Standing in front of the canvas circle of the latrine I looked, as each morning, at that fuzzy blur of stars that the romanticists of astronomers called the Southern Cross. Each morning at this moment I observed the Southern Cross in solemn ceremony.
Pop was at the car. M’Cola handed me the Springfield and I got in the front. The tragedian and his tracker were in the back. M’Cola climbed in with them.
“Good luck,” Pop said. Some one was coming from toward the tents. It was P. O. M. in her blue robe and mosquito boots. “Oh, good luck,” she said. “Please, good luck.”
I waved and we started, the headlights showing the way to the road.
There was nothing on the salt when we came up to it after leaving the car about three miles away and making a very careful stalk. Nothing came all morning. We sat with our heads down in the blind, each covering a different direction through openings in the thatched withes, and always I expected the miracle of a bull kudu coming majestic and beautiful through the open scrub to the gray, dusty opening in the trees where the salt lick was worn, grooved, and trampled. There were many trails to it through the trees and on any one a bull might come silently. But nothing came. When the sun was up and we were warmed after the misty cold of the morning I settled my rump deeper in the dust and lay back against the wall of the hole, resting against the small of my back and my shoulders and still able to see out through the slit in the blind. Putting the Springfield across my knees I noticed that there was rust on the barrel. Slowly I pulled it along and looked at the muzzle. It was freshly brown with rust.
“The bastard never cleaned it last night after that rain,” I thought and, very angry, I lifted the lug and slipped the bolt out. M’Cola was watching me with his head down. The other two were looking out through the blind. I held the rifle in one hand for him to look through the breech and then put the bolt back in and shoved it forward softly, lowering it with my finger on the trigger so that it was ready to cock rather than keeping it on the safety.

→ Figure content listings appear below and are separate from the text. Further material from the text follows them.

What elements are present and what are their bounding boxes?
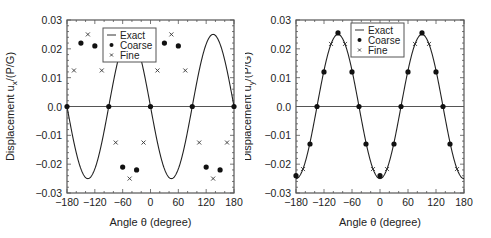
x-tick-label: 120 bbox=[197, 196, 215, 208]
x-tick-label: −120 bbox=[83, 196, 107, 208]
y-tick-label: −0.01 bbox=[35, 129, 62, 141]
x-axis-label: Angle θ (degree) bbox=[339, 216, 421, 228]
coarse-marker bbox=[64, 104, 69, 109]
x-tick-label: 60 bbox=[172, 196, 184, 208]
fine-marker bbox=[100, 68, 104, 72]
x-tick-label: 0 bbox=[377, 196, 383, 208]
legend-dot-icon bbox=[358, 38, 362, 42]
fine-marker bbox=[128, 177, 132, 181]
fine-marker bbox=[72, 68, 76, 72]
y-axis-label: Displacement ux/(P/G) bbox=[4, 52, 19, 161]
x-tick-label: −60 bbox=[114, 196, 132, 208]
x-tick-label: 0 bbox=[148, 196, 154, 208]
fine-marker bbox=[183, 68, 187, 72]
coarse-marker bbox=[356, 104, 361, 109]
coarse-marker bbox=[307, 141, 312, 146]
chart-uy: −180−120−60060120180Angle θ (degree)0.03… bbox=[245, 0, 491, 238]
fine-marker bbox=[197, 141, 201, 145]
coarse-marker bbox=[391, 141, 396, 146]
y-tick-label: 0.0 bbox=[47, 101, 62, 113]
y-tick-label: −0.02 bbox=[264, 158, 291, 170]
y-tick-label: −0.01 bbox=[264, 129, 291, 141]
y-label-main: Displacement u bbox=[245, 85, 253, 161]
coarse-marker bbox=[231, 104, 236, 109]
coarse-marker bbox=[349, 69, 354, 74]
x-tick-label: 120 bbox=[427, 196, 445, 208]
legend-label: Fine bbox=[368, 45, 388, 56]
y-tick-label: 0.03 bbox=[42, 14, 63, 26]
coarse-marker bbox=[134, 167, 139, 172]
coarse-marker bbox=[440, 104, 445, 109]
fine-marker bbox=[211, 177, 215, 181]
coarse-marker bbox=[433, 69, 438, 74]
coarse-marker bbox=[78, 40, 83, 45]
coarse-marker bbox=[405, 69, 410, 74]
coarse-marker bbox=[176, 43, 181, 48]
coarse-marker bbox=[106, 104, 111, 109]
legend: ExactCoarseFine bbox=[103, 28, 156, 62]
y-tick-label: 0.01 bbox=[42, 72, 63, 84]
legend-label: Fine bbox=[120, 50, 140, 61]
coarse-marker bbox=[293, 173, 298, 178]
fine-marker bbox=[169, 32, 173, 36]
y-tick-label: 0.0 bbox=[276, 101, 291, 113]
x-tick-label: 180 bbox=[225, 196, 243, 208]
coarse-marker bbox=[148, 104, 153, 109]
coarse-marker bbox=[335, 30, 340, 35]
y-tick-label: 0.01 bbox=[271, 72, 292, 84]
x-tick-label: −60 bbox=[343, 196, 361, 208]
chart-ux: −180−120−60060120180Angle θ (degree)0.03… bbox=[0, 0, 245, 238]
x-axis-label: Angle θ (degree) bbox=[110, 216, 192, 228]
coarse-marker bbox=[398, 104, 403, 109]
y-label-tail: /(P/G) bbox=[245, 52, 253, 81]
coarse-marker bbox=[217, 167, 222, 172]
legend-dot-icon bbox=[110, 43, 114, 47]
y-tick-label: −0.03 bbox=[35, 187, 62, 199]
x-tick-label: −120 bbox=[312, 196, 336, 208]
y-label-tail: /(P/G) bbox=[4, 52, 16, 81]
fine-marker bbox=[155, 68, 159, 72]
coarse-marker bbox=[447, 141, 452, 146]
y-label-main: Displacement u bbox=[4, 85, 16, 161]
coarse-marker bbox=[321, 69, 326, 74]
coarse-marker bbox=[419, 30, 424, 35]
y-tick-label: 0.02 bbox=[271, 43, 292, 55]
x-tick-label: 60 bbox=[402, 196, 414, 208]
coarse-marker bbox=[363, 141, 368, 146]
fine-marker bbox=[142, 141, 146, 145]
x-tick-label: 180 bbox=[455, 196, 473, 208]
coarse-marker bbox=[162, 40, 167, 45]
y-axis-label: Displacement uy/(P/G) bbox=[245, 52, 256, 161]
coarse-marker bbox=[314, 104, 319, 109]
legend: ExactCoarseFine bbox=[351, 23, 404, 57]
coarse-marker bbox=[377, 173, 382, 178]
fine-marker bbox=[114, 141, 118, 145]
y-tick-label: −0.03 bbox=[264, 187, 291, 199]
fine-marker bbox=[86, 32, 90, 36]
coarse-marker bbox=[92, 43, 97, 48]
coarse-marker bbox=[190, 104, 195, 109]
coarse-marker bbox=[120, 164, 125, 169]
y-tick-label: 0.02 bbox=[42, 43, 63, 55]
y-tick-label: 0.03 bbox=[271, 14, 292, 26]
coarse-marker bbox=[204, 164, 209, 169]
y-tick-label: −0.02 bbox=[35, 158, 62, 170]
fine-marker bbox=[225, 141, 229, 145]
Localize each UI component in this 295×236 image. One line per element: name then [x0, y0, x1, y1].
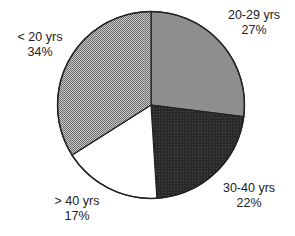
label-30-40: 30-40 yrs 22%	[212, 181, 286, 211]
slice-name: 20-29 yrs	[218, 8, 290, 23]
pie-slices	[58, 12, 245, 199]
slice-name: < 20 yrs	[10, 30, 70, 45]
slice-percent: 22%	[212, 196, 286, 211]
slice-name: > 40 yrs	[46, 194, 108, 209]
slice-percent: 34%	[10, 45, 70, 60]
label-under-20: < 20 yrs 34%	[10, 30, 70, 60]
label-over-40: > 40 yrs 17%	[46, 194, 108, 224]
slice-name: 30-40 yrs	[212, 181, 286, 196]
slice-percent: 27%	[218, 23, 290, 38]
slice-percent: 17%	[46, 209, 108, 224]
label-20-29: 20-29 yrs 27%	[218, 8, 290, 38]
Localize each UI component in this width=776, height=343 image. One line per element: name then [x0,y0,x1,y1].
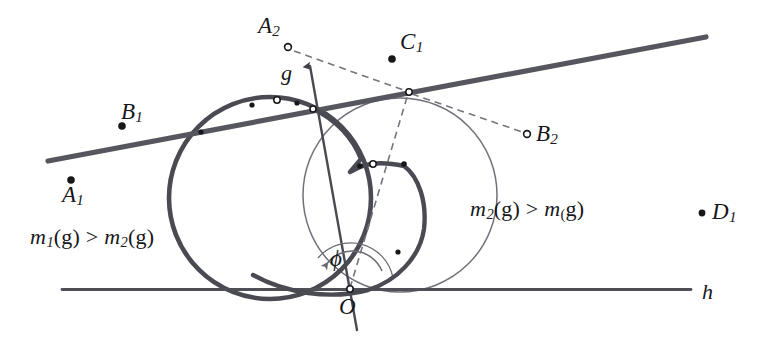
label-b1-base: B [121,99,135,124]
dashed-o-radius [350,94,408,288]
tick-dot-curve-right [401,161,407,167]
label-point-b2: B2 [536,122,558,147]
tick-dot-curve-lower [395,249,400,254]
formula-left: m1(g) > m2(g) [30,226,154,250]
label-a2-sub: 2 [272,22,280,39]
marker-on-g-circle [406,89,412,95]
formula-right-m1: m [470,196,486,221]
label-a2-base: A [258,13,272,38]
marker-point-C1 [388,55,396,63]
label-b1-sub: 1 [135,108,143,125]
marker-arc-open-left [274,97,280,103]
formula-left-m2: m [104,224,120,249]
label-point-a2: A2 [258,14,280,39]
formula-right-arg2: g) [566,196,585,221]
tick-dot-left-g [198,129,203,134]
formula-left-sub2: 2 [121,234,128,250]
formula-right-rel: > [520,196,544,221]
tick-dot-curve-notch [357,163,363,169]
label-c1-sub: 1 [416,38,424,55]
marker-point-B2 [524,131,531,138]
marker-point-A2 [285,44,292,51]
label-angle-phi: ϕ [330,247,342,270]
marker-vertex [310,106,316,112]
tick-dot-mid-g [249,102,254,107]
marker-curve-open [370,161,376,167]
formula-left-m1: m [30,224,46,249]
figure-canvas [0,0,776,343]
formula-right-m2: m [544,196,560,221]
label-point-o: O [339,295,356,318]
label-line-g: g [281,62,292,84]
label-b2-base: B [536,121,550,146]
formula-left-rel: > [80,224,104,249]
label-b2-sub: 2 [550,130,558,147]
label-a1-sub: 1 [76,191,84,208]
formula-left-arg2: (g) [128,224,154,249]
formula-right-sub1: 2 [486,206,493,222]
label-point-b1: B1 [121,100,143,125]
formula-left-sub1: 1 [46,234,53,250]
label-d1-base: D [712,199,729,224]
label-point-a1: A1 [62,183,84,208]
geometry-figure: A2 B1 A1 C1 B2 D1 O g h ϕ m1(g) > m2(g) … [0,0,776,343]
label-d1-sub: 1 [729,208,737,225]
marker-point-O [347,286,353,292]
tick-dot-vertex-left [294,100,299,105]
label-line-h: h [702,281,713,303]
formula-right: m2(g) > m(g) [470,198,584,222]
label-a1-base: A [62,182,76,207]
marker-point-D1 [699,210,706,217]
formula-left-arg1: (g) [54,224,80,249]
label-point-d1: D1 [712,200,737,225]
formula-right-arg1: (g) [494,196,520,221]
line-g [48,37,706,161]
label-point-c1: C1 [400,30,423,55]
label-c1-base: C [400,29,415,54]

M’Cola had seen the rusty bore. His face had not changed and I had said nothing but I was full of contempt and there had been indictment, evidence, and condemnation without a word being spoken. So we sat there, he with his head bent so only the bald top showed, me leaning back and looking out through the slit, and we were no longer partners, no longer good friends; and nothing came to the salt.
At ten o’clock the breeze, which had come up in the east, began to shift around and we knew it was no use. Our scent was being scattered in all directions around the blind as sure to frighten any animals as though we were revolving a searchlight in the dark. We got up out of the blind and went over to look in the dust of the lick for tracks. The rain had moistened it but it was not soaked and we saw several kudu tracks, probably made early in the night and one big bull track, long, narrow, heart-shaped; clearly, deeply cut.
We took the track and followed it on the damp reddish earth for two hours in thick bush that was like second-growth timber at home. Finally we had to leave it in stuff we could not move through. All this time I was angry about the uncleaned rifle and yet happy and eager with anticipation that we might jump the bull and get a snap at him in the brush. But we did not see him and now, in the big heat of noon, we made three long circles around some hills and finally came out into a meadow full of little, humpy Masai cattle and, leaving all shade behind, trailed back across the open country under the noon sun to the car.
Kamau, sitting in the car, had seen a kudu bull pass a hundred yards away. He was headed toward the salt lick at about nine o’clock when the wind began to be tricky, had evidently caught our scent and gone back into the hills. Tired, sweating, and feeling more sunk than angry now, I got in beside Kamau and we headed the car toward camp. There was only one evening left now, and no reason to expect we would have any better luck than we were having. As we came to camp, and the shade of the heavy trees cool as a pool, I took the bolt out of the Springfield and handed the rifle, boltless, to M’Cola without speaking or looking at him. The bolt I tossed inside the opening of our tent onto my cot.
Pop and P. O. M. were sitting under the dining tent.
“No luck?” Pop asked gently.
“Not a damn bit. Bull went by the car headed toward the salt. Must have spooked off. We hunted all over hell.”
“Didn’t you see anything?” P. O. M. asked. “Once we thought we heard you shoot.”
“That was Garrick shooting his mouth off. Did the scouts get anything?”
“Not a thing. We’ve been watching both hills.”
“Hear from Karl?”
“I’d like to have seen one,” I said. I was tired out and slipping into bitterness fast. “God damn them. What the hell did he have to blow that lick to hell for the first morning and gut-shoot a lousy bull and chase him all over the son-of-a-bitching country spooking it to holy bloody hell?”
“Bastards,” said P. O. M., staying with me in my unreasonableness. “Sonsabitches.”